Just as Ace's memories of the night before got to this stage, the tape playing in her deck began to warp and gurgle. She leapt from her bed and slammed down the stop/eject. Too late. Spooled through the capstan was the tape, just where it shouldn't be. Ace clamped down a swearword, but that didn't stop tears of anger swimming to her eyes. The world sure was conspiring against her. Time she fought back. Leave this dump called Perivale.

Without any real plan, she looked around and spied her old rucksack propped up against a spare bit of wall. She crossed to it and pulled out the junk crammed inside. She still had her chem book. The only lessons she'd ever enjoyed. That and computer studies. She looked over at her chemistry set, thinking of how she'd scrimped and saved for it.

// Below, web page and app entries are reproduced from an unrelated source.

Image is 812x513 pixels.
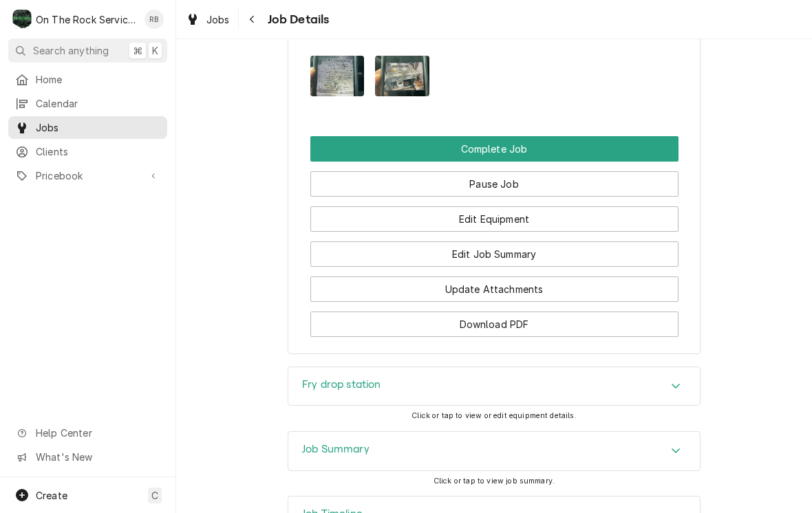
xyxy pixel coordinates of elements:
span: Search anything [33,43,109,58]
span: Clients [36,145,160,159]
button: Accordion Details Expand Trigger [288,367,700,406]
span: Create [36,490,67,502]
span: K [152,43,159,58]
button: Download PDF [310,312,679,337]
a: Clients [8,140,167,163]
span: Help Center [36,426,159,441]
a: Jobs [180,8,236,31]
button: Edit Equipment [310,207,679,232]
div: RB [145,10,164,29]
div: Button Group [310,136,679,337]
button: Search anything⌘K [8,39,167,63]
button: Pause Job [310,172,679,197]
div: On The Rock Services's Avatar [12,10,32,29]
span: What's New [36,450,159,464]
div: Button Group Row [310,302,679,337]
span: Attachments [310,45,679,107]
span: Jobs [207,12,229,27]
a: Go to What's New [8,446,167,469]
a: Go to Pricebook [8,165,167,187]
span: Jobs [36,120,160,135]
h3: Job Summary [302,443,370,456]
div: Button Group Row [310,162,679,197]
div: On The Rock Services [36,12,137,27]
h3: Fry drop station [302,378,381,392]
div: Accordion Header [288,367,700,406]
a: Go to Help Center [8,422,167,444]
span: Click or tap to view or edit equipment details. [412,412,576,420]
a: Calendar [8,92,167,115]
button: Update Attachments [310,277,679,302]
span: C [152,489,159,503]
a: Home [8,68,167,91]
div: O [12,10,32,29]
button: Complete Job [310,136,679,162]
div: Job Summary [287,431,701,471]
span: Job Details [264,11,329,29]
div: Attachments [310,32,679,107]
img: 5rJ8lgsCRii8MFsVHalN [375,56,429,96]
div: Button Group Row [310,267,679,302]
img: 0YXazOhXTnuI21Pl2Eyu [310,56,364,96]
div: Fry drop station [287,367,701,406]
div: Button Group Row [310,232,679,267]
span: Pricebook [36,168,140,183]
div: Button Group Row [310,136,679,162]
div: Button Group Row [310,197,679,232]
span: Calendar [36,96,160,111]
div: Accordion Header [288,432,700,470]
div: Ray Beals's Avatar [145,10,164,29]
button: Accordion Details Expand Trigger [288,432,700,470]
a: Jobs [8,117,167,139]
span: ⌘ [133,43,143,58]
button: Edit Job Summary [310,242,679,267]
span: Home [36,72,160,87]
button: Navigate back [242,8,264,30]
span: Click or tap to view job summary. [434,476,554,486]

But first, she must set about packing. She pulled out some necessities from drawers, and some of her favourite bits of clothing. Jeans, shirts, leggings. A skirt or two. She dressed in jeans and a Cure shirt, trusty Docs on her feet. She shrugged on her jacket, and pulled her hair into a simple ponytail. That done, she looked back at her chemistry set. Wondered how to pack it.

An idea came to her, in the proverbial flash. Excited, Ace pulled out the box under her bed that stored the gelignite. She started to work, humming a Communards' tune. Who cares about family fights when you've got a new explosive to work on? Not Ace. She's calm and contented, now. A zillion light years away.

The explosion was nothing like what Ace had expected. Howling winds - cold as ice and fiery hot all at once. Like she imagined the rawness of space to be. Whirling. Hurling her through the void of time and space.

Later she would call it a time storm.

Later still she would learn it was the being called Fenric.

But, as Wednesday morning in Perivale reaches nine o'clock, she is far away.